History
GEDmatch was founded in 2010 by Curtis Rogers, a retired businessman, and John Olson, a transportation engineer,[6] in Lake Worth, Florida,[7] with its main purpose being to help "amateur and professional researchers and genealogists", including adoptees searching for birth parents.[8][9]
Users can upload their autosomal DNA test data[10] from commercial DNA companies to identify potential relatives who had also uploaded their DNA data.[11] Names of participants may be hidden by the use of aliases, but each account must have an email address attached to it.[12] Users may share the ancestry of each DNA participant by uploading a GEDCOM file containing that person's ancestry, or by linking to the assigned DNA kit number from that person's profile at WikiTree, a free, shared global family tree. Tools available on the GEDmatch site include the ability to sort results by the closest matches to a user's autosomal DNA, determining whether one's matches also match to each other, using a genetic-distance calculator, estimating the number of generations to the most recent common ancestor, determining whether one's parents are related, and using various ethnicity calculators.[12] These tools are not supposed to disclose raw genetic data to other users[13] though it has happened on multiple occasions (see below).
Tier 1 premium membership includes triangulation,[14] matching segment search and a custom comparison system.[12] By May 2018, the GEDmatch database had 929,000 genetic profiles, with 7,300 users who paid $10 a month for Tier 1 premium membership,[15] which was used to pay for the $200,000/year server costs.[16] In 2018, the website was still being run by Rogers and Olsen with five volunteers;[17] it had no full-time staff.[16] Rogers said in 2018 that the site had already helped 10,000 adoptees find their biological parents.[17]
As of December 9, 2019, GEDmatch was acquired by Verogen, Inc., a sequencing company solely dedicated to forensic science. For the 1.2 million DNA profiles, a new version of the existing site will focus on solving crimes. How much GEDmatch continues to serve genetic genealogical research has been heavily discussed since then.[18] BuzzFeed News reported that Verogen hopes to monetize the site by charging for access to the database and tools for DNA analysis.[19] Founder Curtis Rogers, in a website statement, announced that "basic tools will remain free", he will remain involved in all aspects of the business, and Verogen will commit to the vision of a consumer genealogy site and take care of infrastructure and security/privacy. At the same time, Rogers claimed that "genealogy has made our communities safer by putting violent criminals behind bars".[20] As of September 2020, there were about 1.45 million users on the site, and by October, the site had led to an estimated 150 arrests in cold cases.[21]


DIRECTIONS: Only the lines from the "Find and bound 'man'." line through the last line of the material below belong in the answer, reproduced exactly and with no pictures.

● ● ● ● ● ● ●

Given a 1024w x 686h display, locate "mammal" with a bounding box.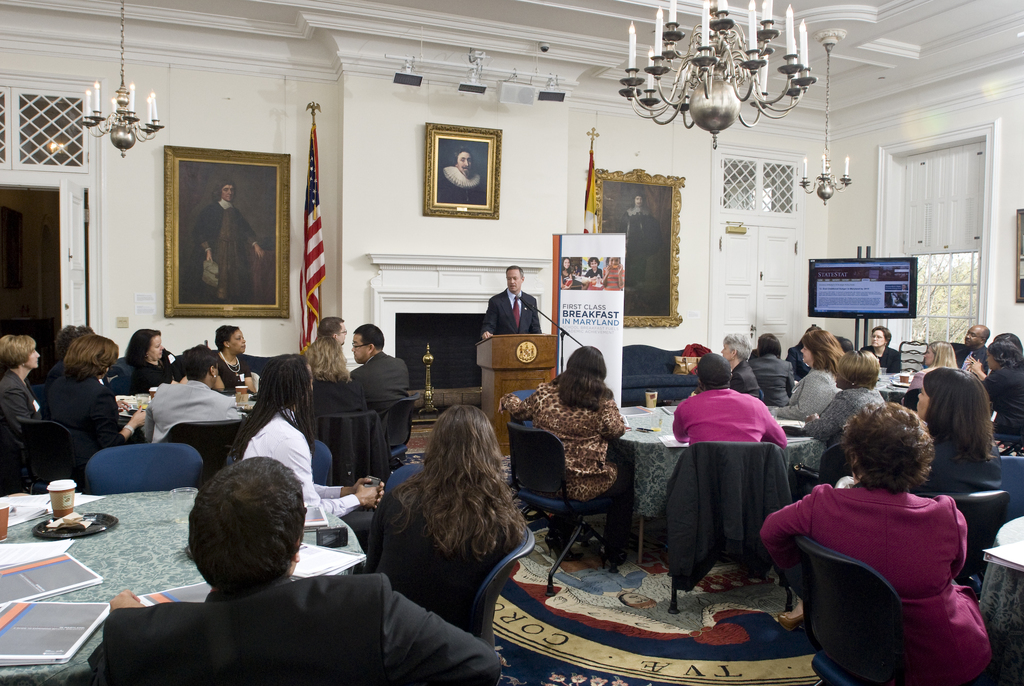
Located: 790 370 1009 635.
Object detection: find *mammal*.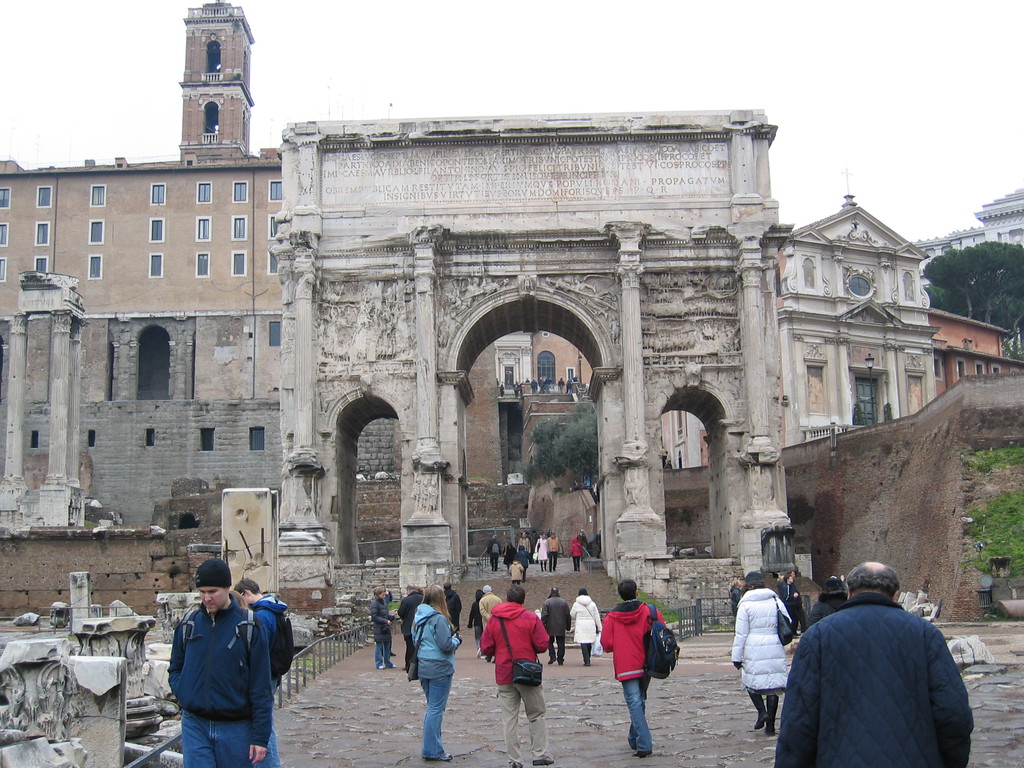
(225,588,253,612).
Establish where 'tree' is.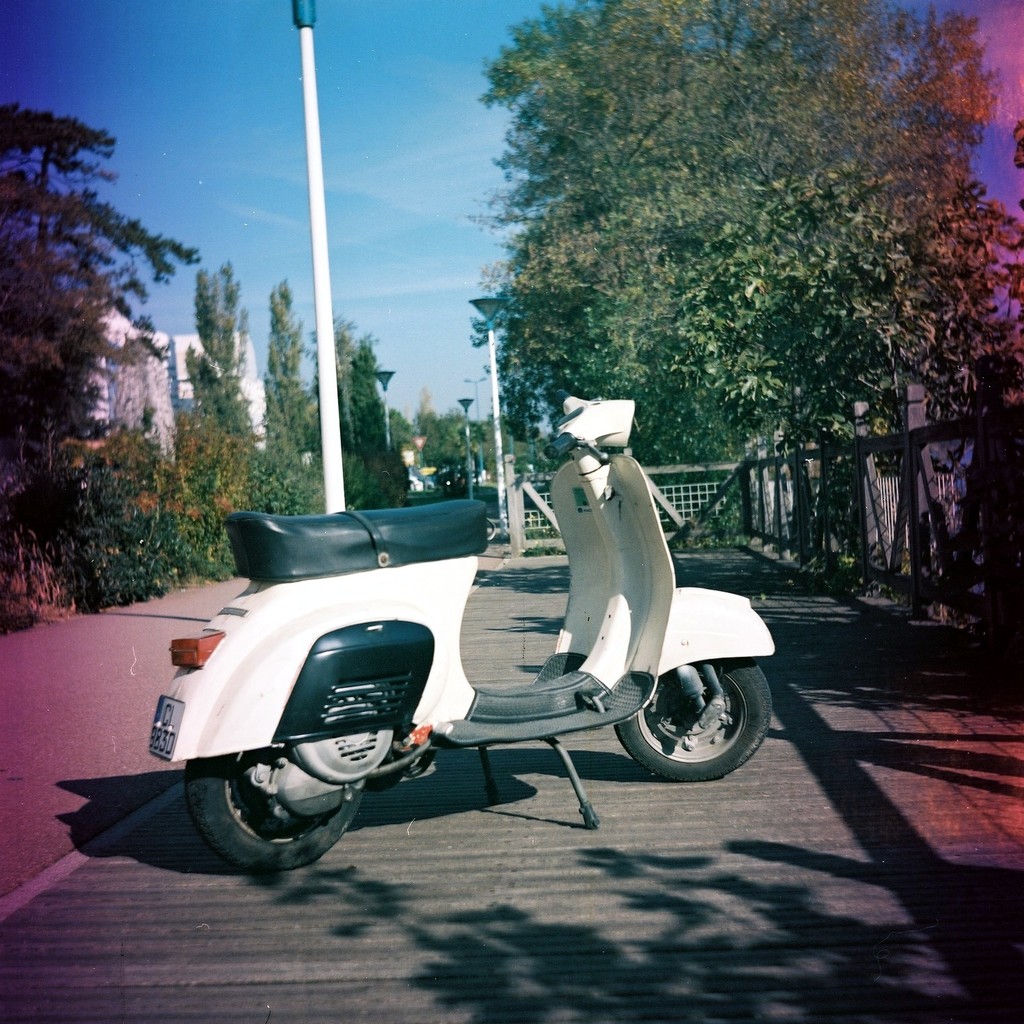
Established at locate(465, 0, 1023, 588).
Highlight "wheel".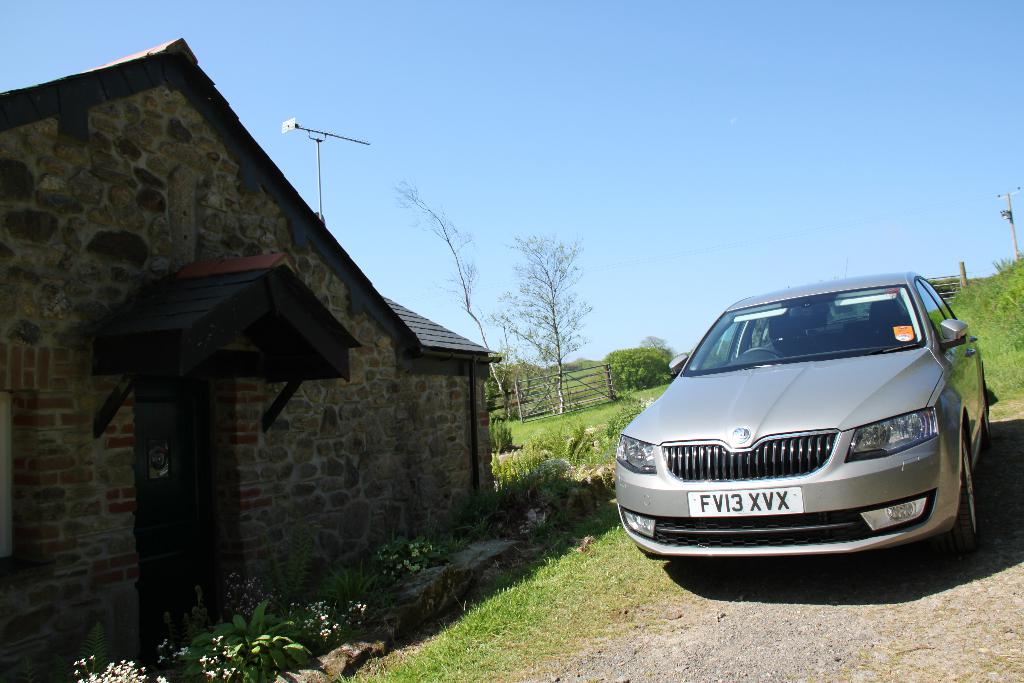
Highlighted region: (left=982, top=407, right=988, bottom=442).
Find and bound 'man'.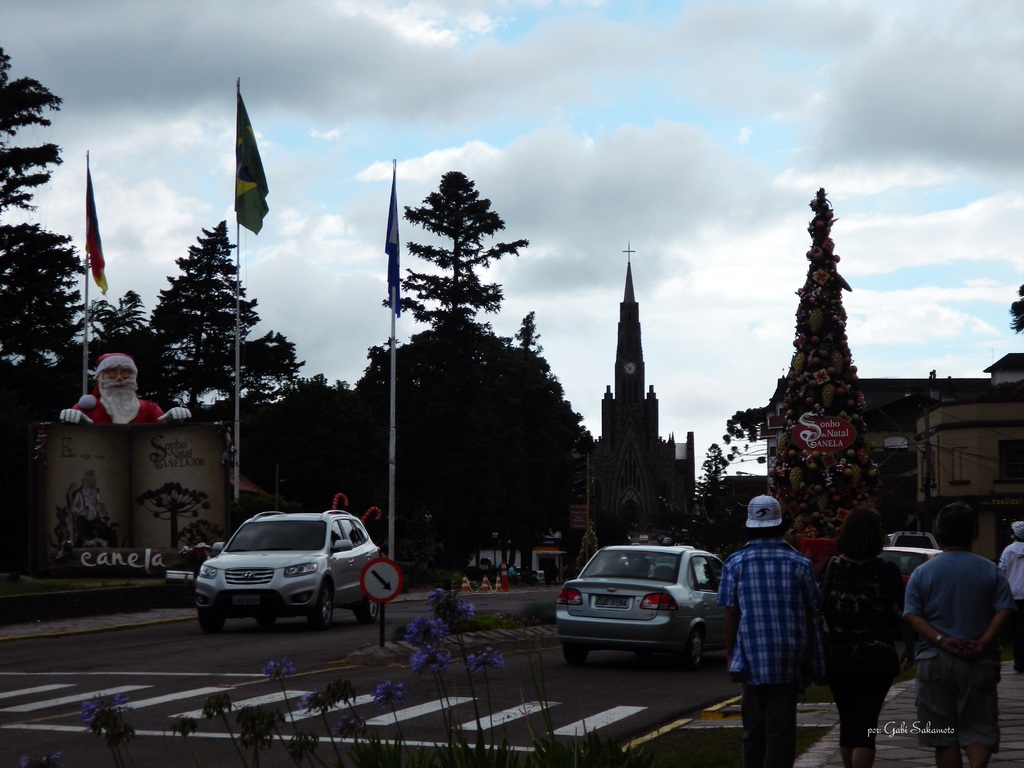
Bound: 877, 502, 1017, 767.
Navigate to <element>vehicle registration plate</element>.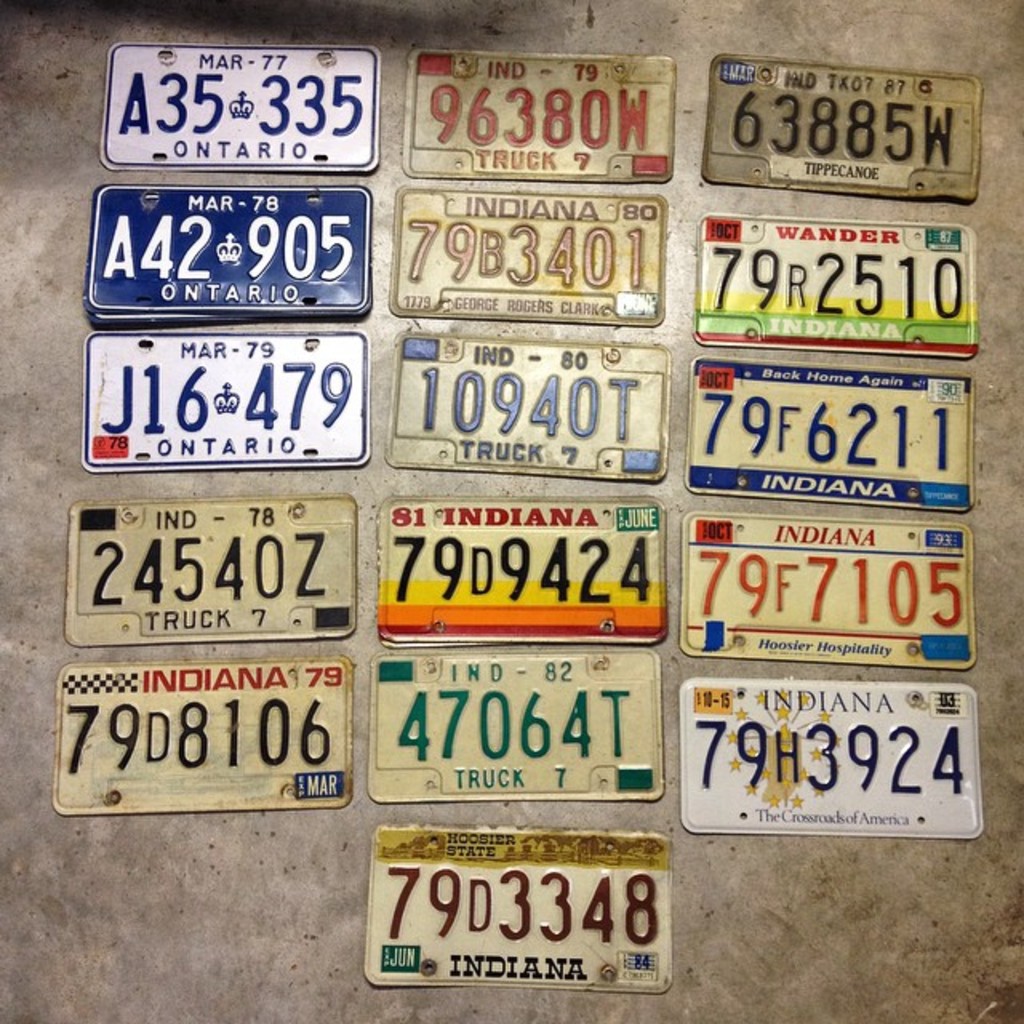
Navigation target: select_region(688, 509, 979, 674).
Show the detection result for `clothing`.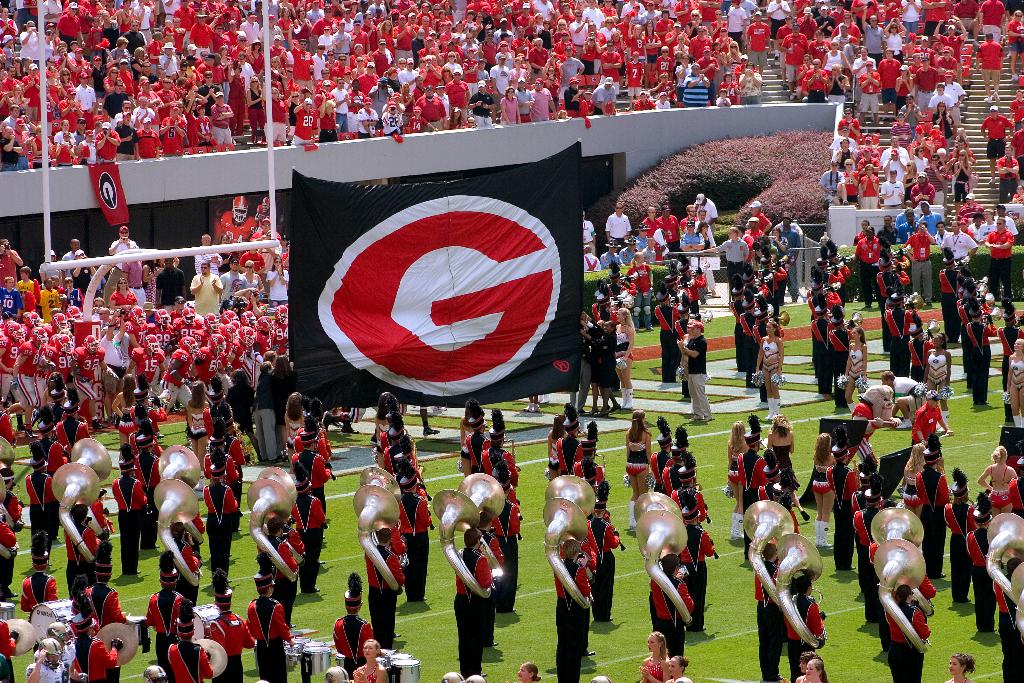
<region>579, 513, 619, 611</region>.
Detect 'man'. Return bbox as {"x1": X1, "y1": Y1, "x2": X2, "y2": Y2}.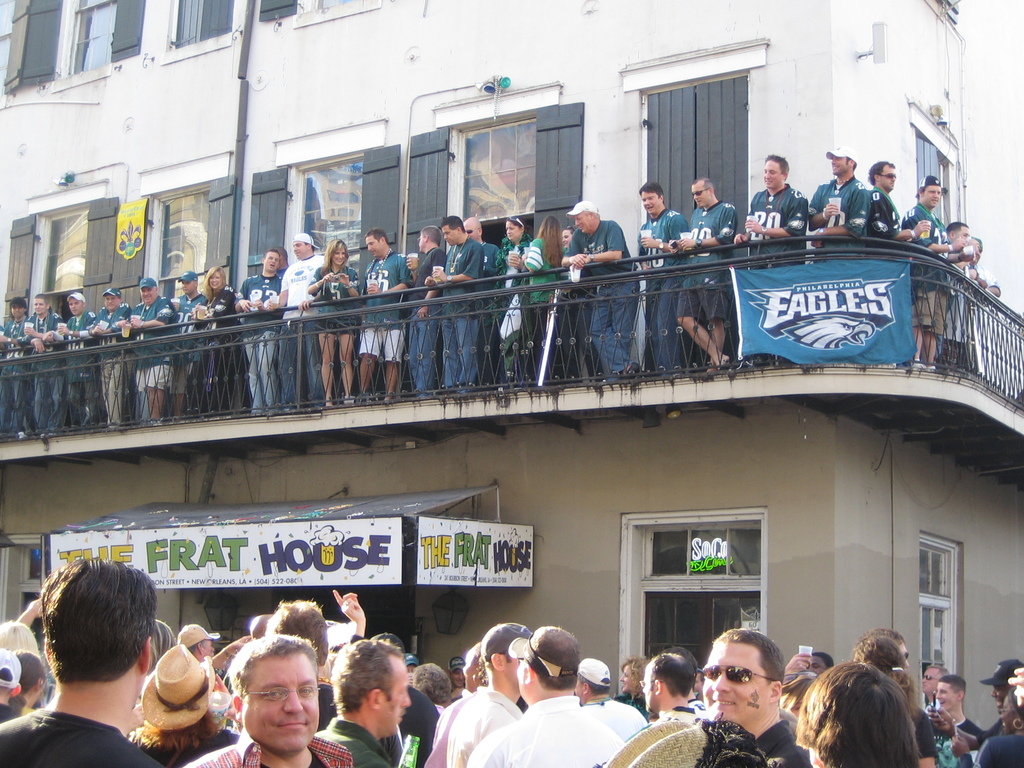
{"x1": 260, "y1": 596, "x2": 341, "y2": 732}.
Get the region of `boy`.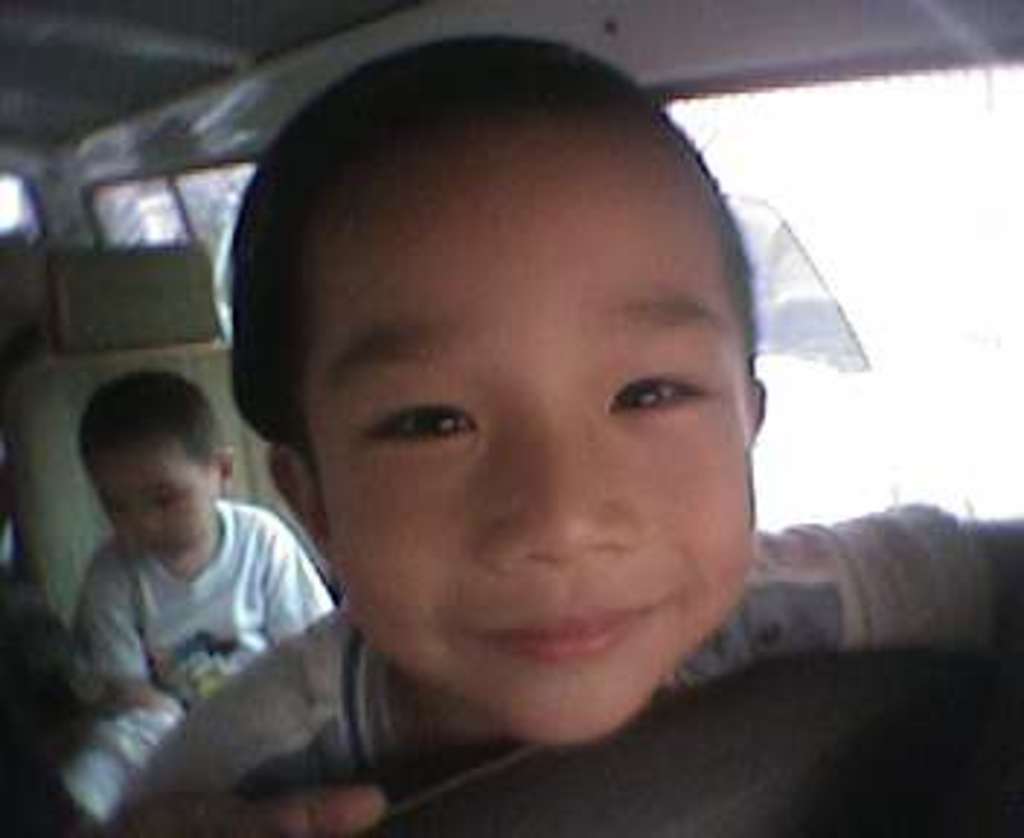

● ● ● ● ● ● ●

EXERCISE ANSWER:
Find and bound 'man'.
Bound: 877, 502, 1017, 767.
Navigate to <element>vehicle registration plate</element>.
Navigation target: select_region(688, 509, 979, 674).
Show the detection result for `clothing`.
<region>579, 513, 619, 611</region>.
Detect 'man'. Return bbox as {"x1": X1, "y1": Y1, "x2": X2, "y2": Y2}.
{"x1": 260, "y1": 596, "x2": 341, "y2": 732}.
Get the region of `boy`.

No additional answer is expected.